We hope that you will never need to read this section. The described tool
destined to help you catch the problems is written only for x86
(aka
ia-32
or i386
) platform.
Sometimes after re-partitioning of the disk by Partition Surprise (or any other
tool) you may no longer boot the system although all your files are intact and
perfect without corruption but you can no longer boot from such disk. In
typical case the computer will write message "Non-system disk or disk
error
..." or it will hang out completely. In such cases:
Your computer BIOS
failed to
start the very first sector of your disk (called master boot record
).
Mail us your first 512 bytes of your hard drive, please:
head -qc 512 /dev/hda | gzip >hda-mbr.gz
It isn't visible how far your computer got during
the booting process and we need further diagnostic. For such purposes we
provide "misc/int13sniff.S
" tool - read the following
section, please.
You will need a floppy disk in your first floppy drive (/dev/fd0
).
To prevent any problems please format you disk before using it: fdformat
/dev/fd0
Any data on this floppy disk WILL be erased! Even non-formatted disk
will be erased during installation of int13sniff
!
You may need to modify its parameters, you need to edit ONLY the initial
set of #define
s in file misc/int13sniff.S
. Comments are
included inside the source file. Probably the only change you may need
is to remove #define
of SERIAL_REQUIRE_DSR
if you have only
3-wire (aka XON/XOFF
or software-handshake) serial cable.
Finally insert your empty floppy disk and compile/install the tracer:
cd misc; make int13sniff.fd0
Insert this disk to the non-booting machine and check its BIOS
setup: Some
computers may have disabled booting from floppy drive and/or specified the
booting sequence as C:, A:
(unfortunately the C:
attempt will
hang out). The diskette should be shortly touched by BIOS
which will load
our supplied disk tracer. Tracer installs itself resident to the memory and
passes the control to the hard drive (drive 0x80
). Any further reading
of disk sectors will be catched and reported to your screen, to all possible
serial ports of your computer and also stored back to the floppy disk for
later retrieval.
If you want to mail us the report to debug, we usually have to know where
the problem exactly lies in your case - we need to see the technical output
printed to screen (like "%Read16(drive=0x80,
..."). Such
output can be acquired by several ways described below. Besides the dump
send us the messages TOGETHER with your first disk boot sector (as
described
above), of course.
The absolutely first characters written to the screen are '1', '3' and ':' (3-character string "13:"). This output isn't processed as normal message and it is never sent to the serial port and/or the floppy disk buffer. These letters are only debugging output during startup of int13sniff phase, include it in the bug report only if int13sniff diskette boot just immediately locks up your machine.
Feature can be disabled by undefining symbol SCREEN_PRINT
.
All the messages are always written to the screen (via BIOS), this output should be always possible to write down manually to some piece of paper or into another computer. But you will probably prefer the another two methods described below for storing data.
Feature can be disabled by undefining symbol OUTPUT_STORE_DISK
.
Text messages are all immediately stored back to the floppy disk from which you are booting. Every message is stored immediately so the operation is a bit slow but you can remove the diskette without any 'sync' right after all wanted messages are printed on the screen.
When you want to show the stored message log, insert your floppy disk as
"/dev/fd0
" and type make int13sniff.read
(in
misc
directory of Surprise source package).
Feature can be disabled by undefining symbol SERIAL_BAUDRATE
.
Our tracer tries to send everything it writes to screen also to the serial
ports of the machine (recognized by BIOS
- no multiport serial boards are
supported). You will have to get cross-wire serial cable and connect
your non-booting computer with another one by it. Warning: It is
cross-wire cable - standard modem serial cable is direct and so it
is unusable! Also avoid any "gender-changer" adapters as the
are also direct 1:1 wired.
If you have connected the two computers, run some terminal program (e.g.
minicom
) on the healthy one, select the correct serial port you with the
cross-wire cable, select the baud rate (9600 8N1 by default, 8N1 is
8 data bits, none parity, 1 stop bit) and finally start capture
of the port. Boot your other computer, close the capture file and mail it us.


> **ASSIGNMENT**: Nothing should appear in the answer except the lines from the one with "Provide the bbox for human face." through the end of the listing below, transcribed exactly and without pictures.

> **RECORDS TO USE**:
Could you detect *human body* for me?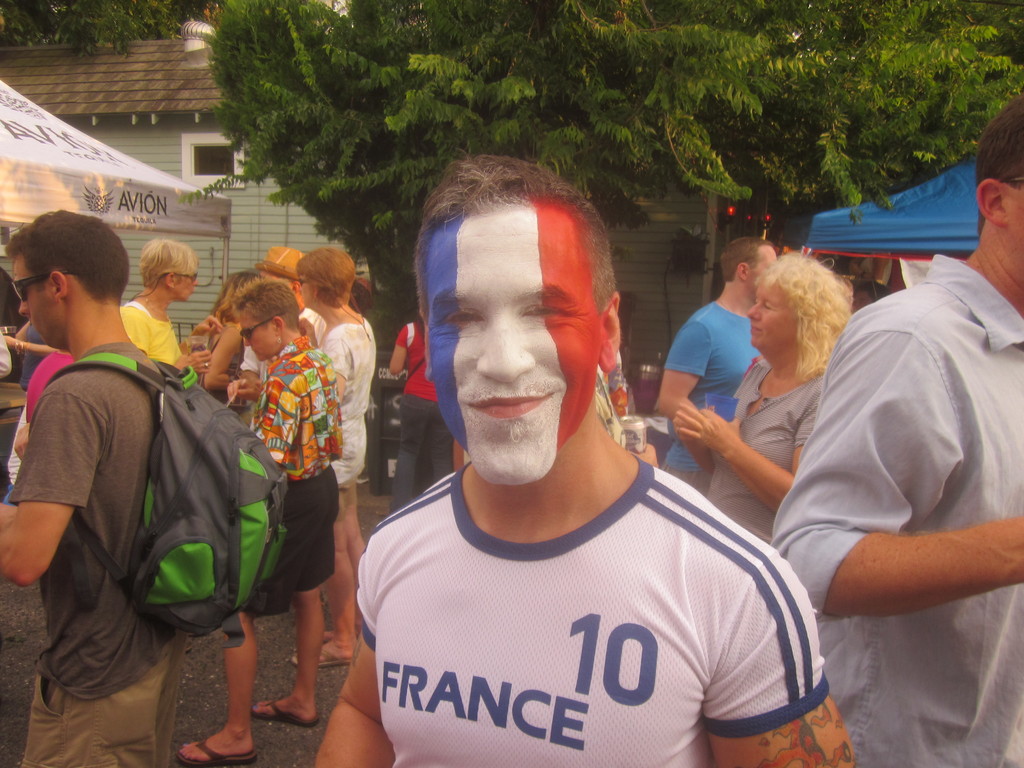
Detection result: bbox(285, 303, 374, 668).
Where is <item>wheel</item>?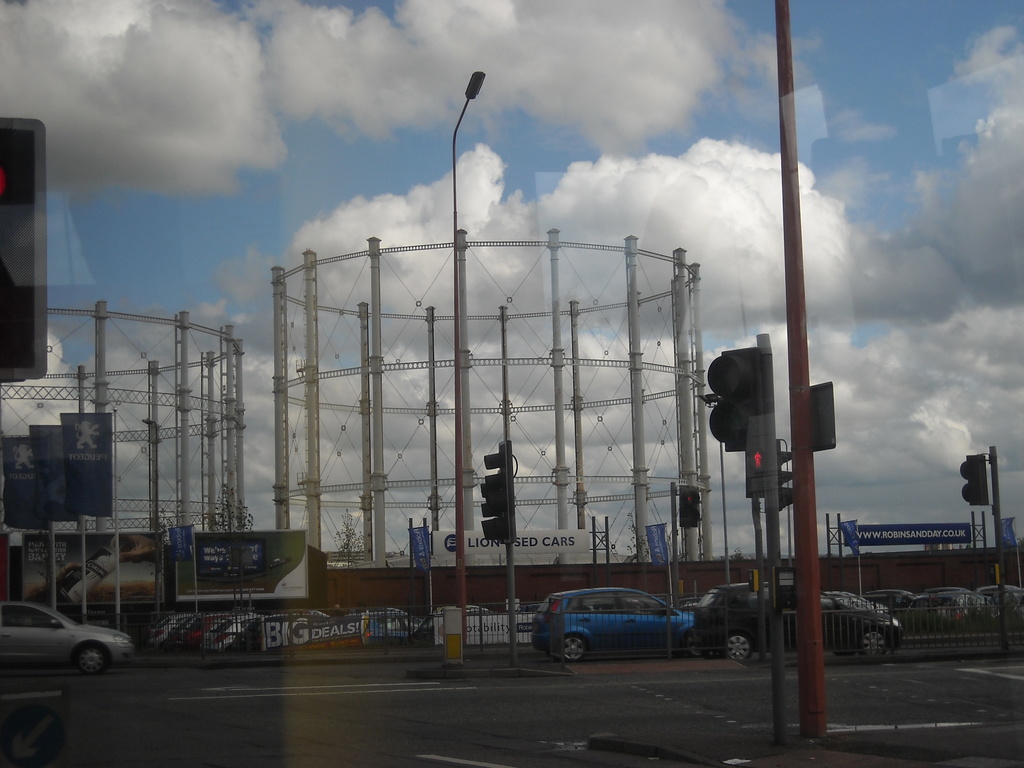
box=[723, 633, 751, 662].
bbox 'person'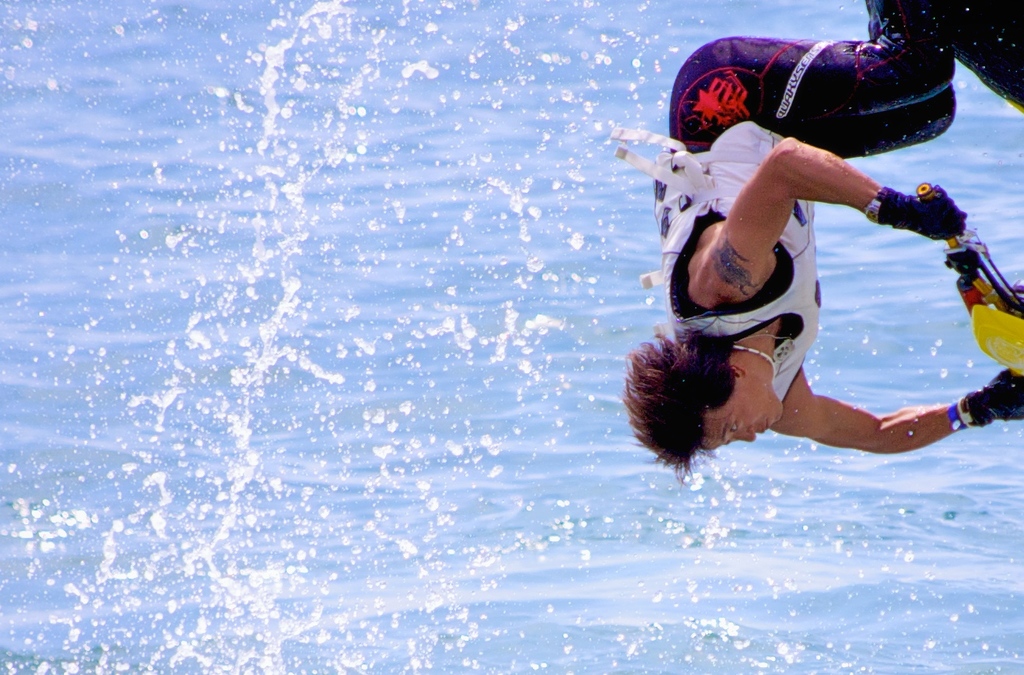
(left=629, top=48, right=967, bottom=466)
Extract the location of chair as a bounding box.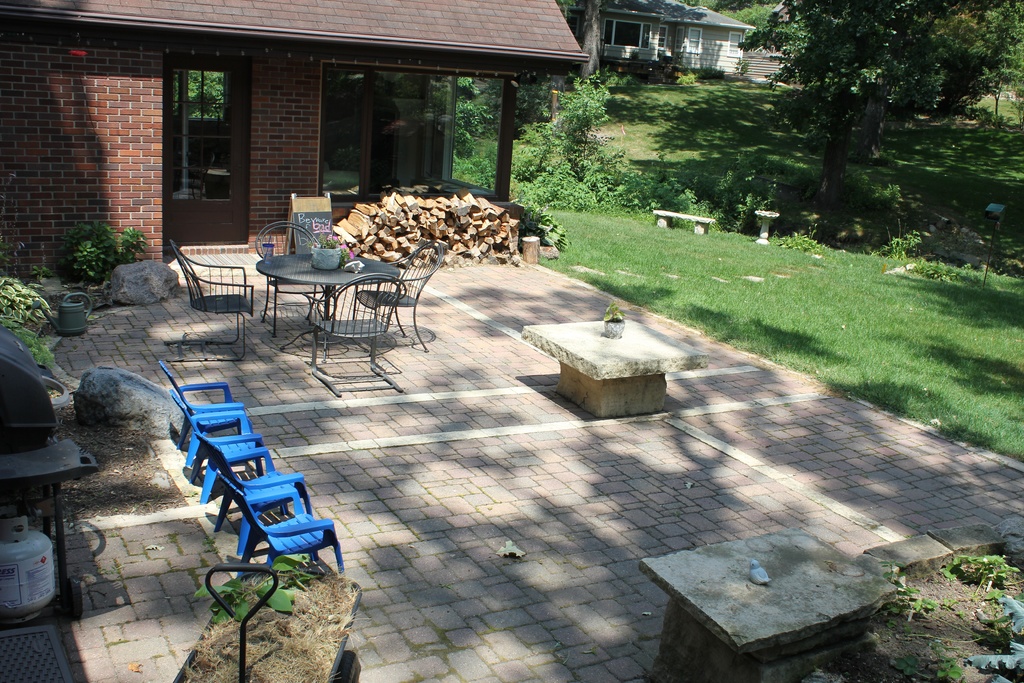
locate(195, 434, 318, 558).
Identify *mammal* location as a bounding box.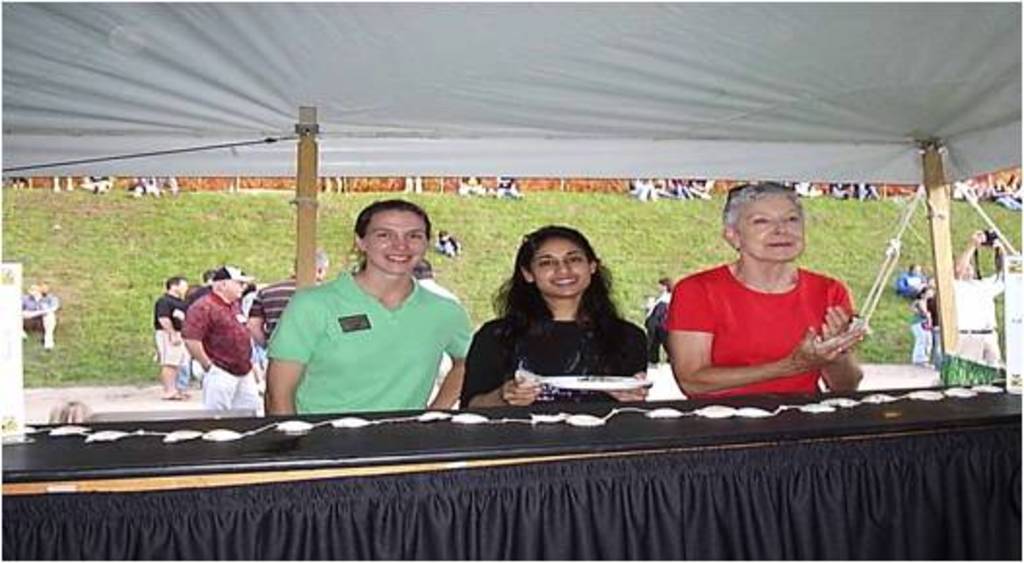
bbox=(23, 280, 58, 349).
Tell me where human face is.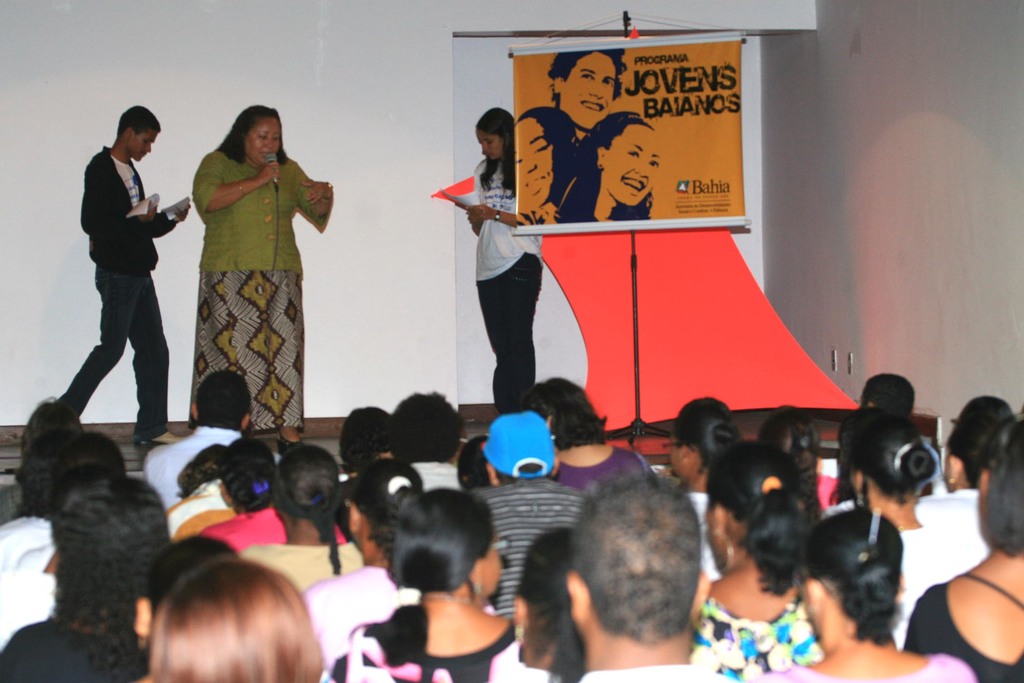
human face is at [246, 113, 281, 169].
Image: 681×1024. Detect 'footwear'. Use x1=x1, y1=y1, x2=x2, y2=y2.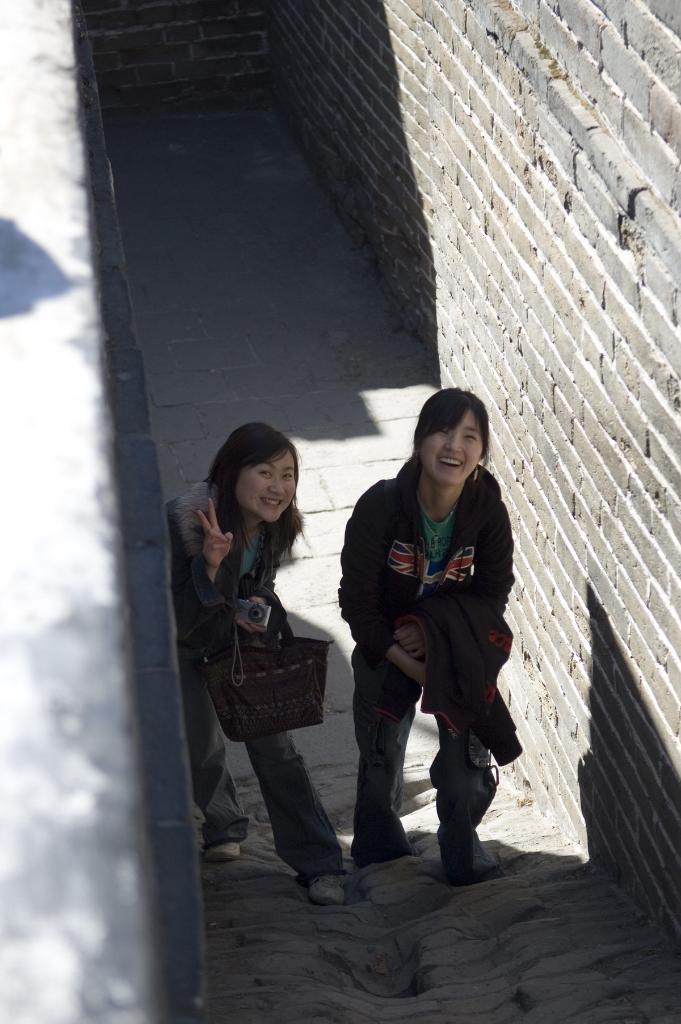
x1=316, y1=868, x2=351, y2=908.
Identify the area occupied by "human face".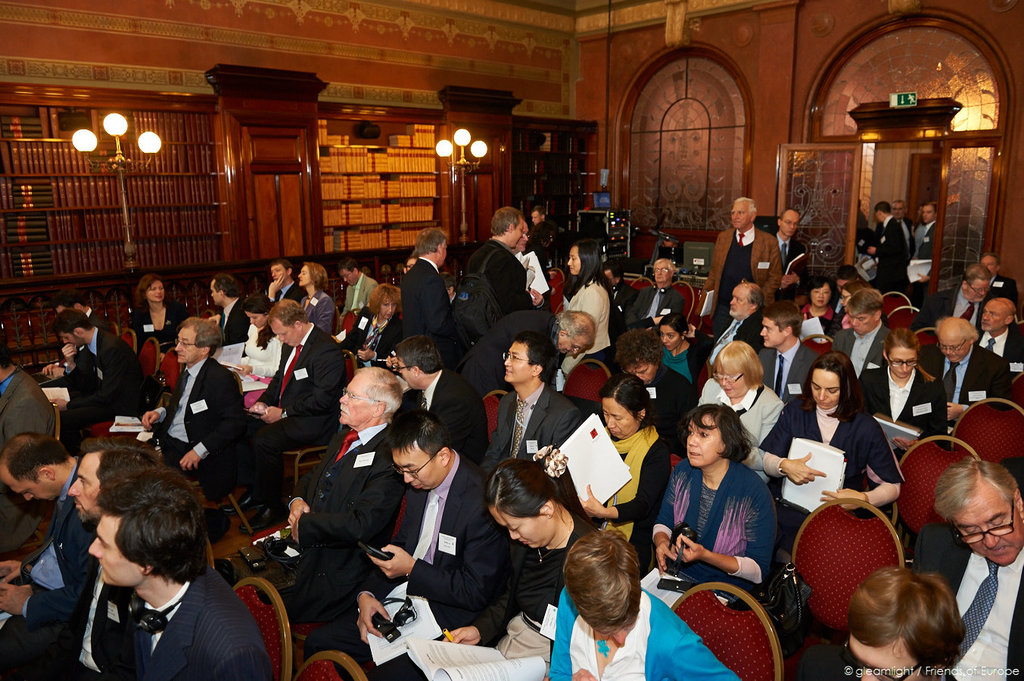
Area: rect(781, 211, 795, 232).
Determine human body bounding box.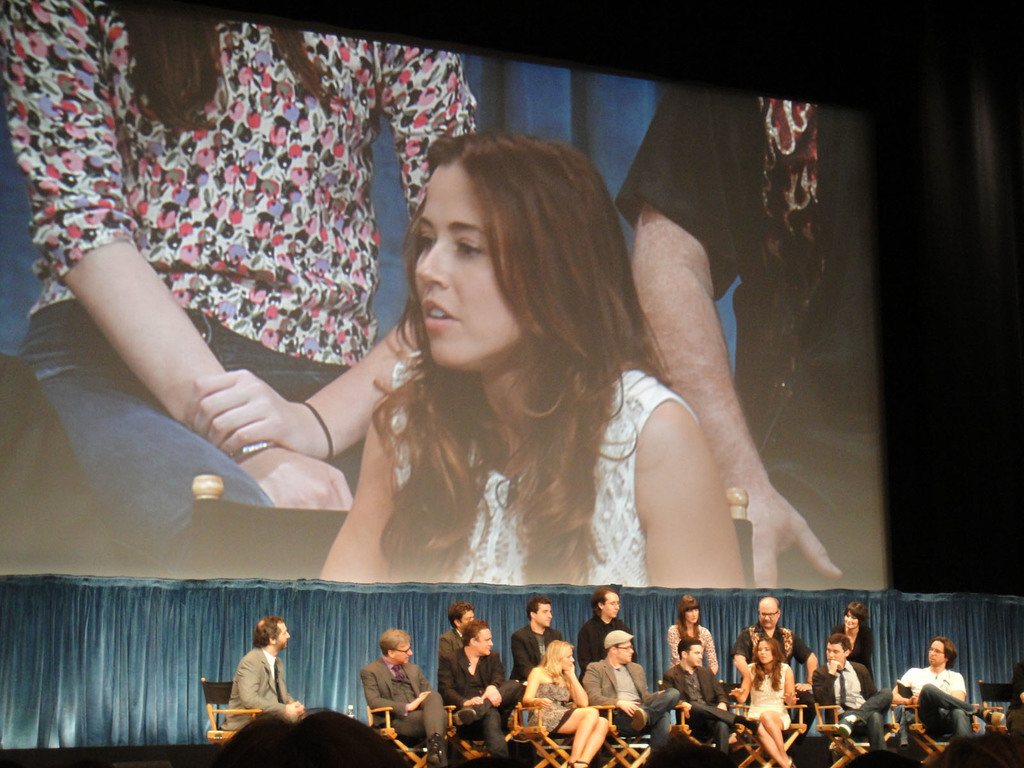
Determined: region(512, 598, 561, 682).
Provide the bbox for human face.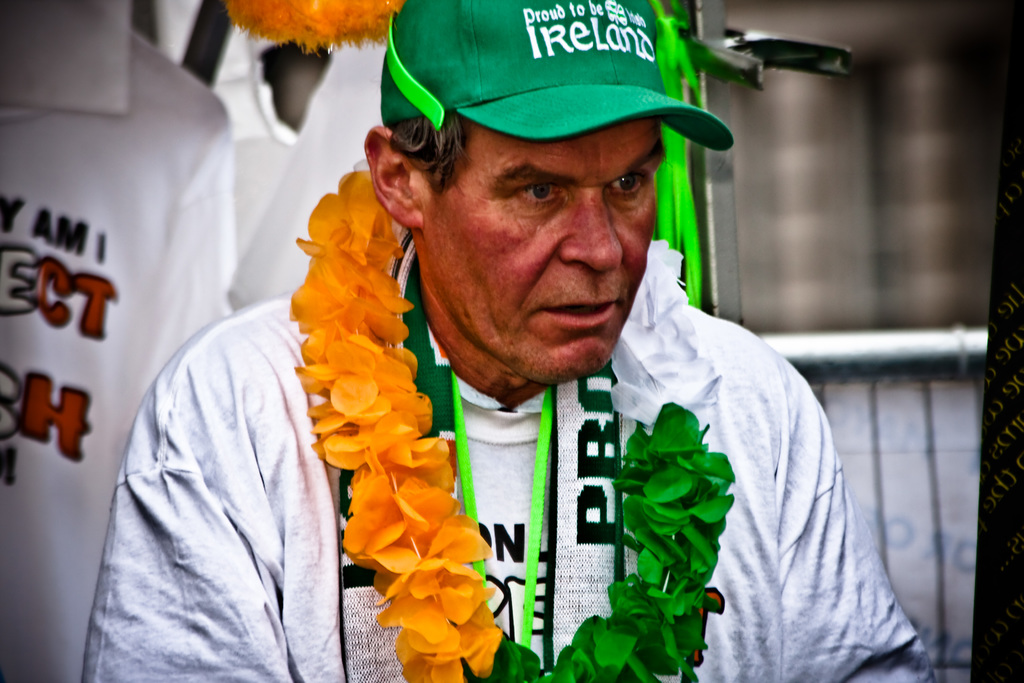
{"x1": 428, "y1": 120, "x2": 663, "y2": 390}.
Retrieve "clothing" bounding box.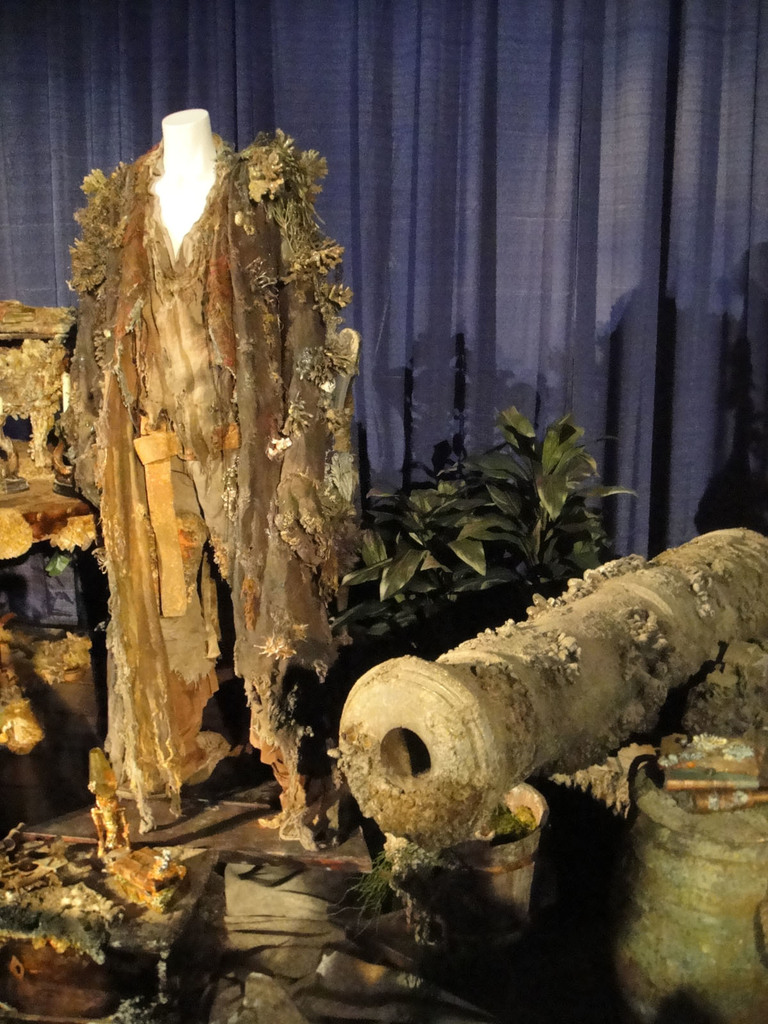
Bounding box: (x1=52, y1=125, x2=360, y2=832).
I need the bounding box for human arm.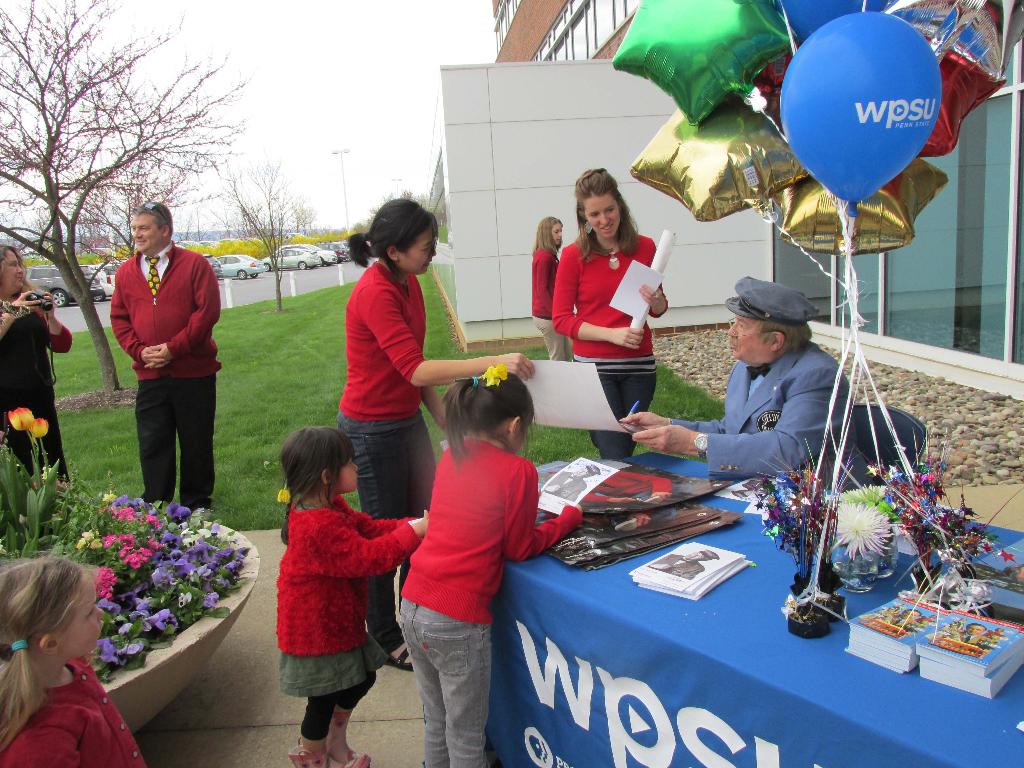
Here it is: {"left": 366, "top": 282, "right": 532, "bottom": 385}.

> **TASK RESPONSE**:
Provide the bbox for human face.
{"x1": 428, "y1": 120, "x2": 663, "y2": 390}.
Retrieve "clothing" bounding box.
Bounding box: (x1=52, y1=125, x2=360, y2=832).
I need the bounding box for human arm.
Here it is: {"left": 366, "top": 282, "right": 532, "bottom": 385}.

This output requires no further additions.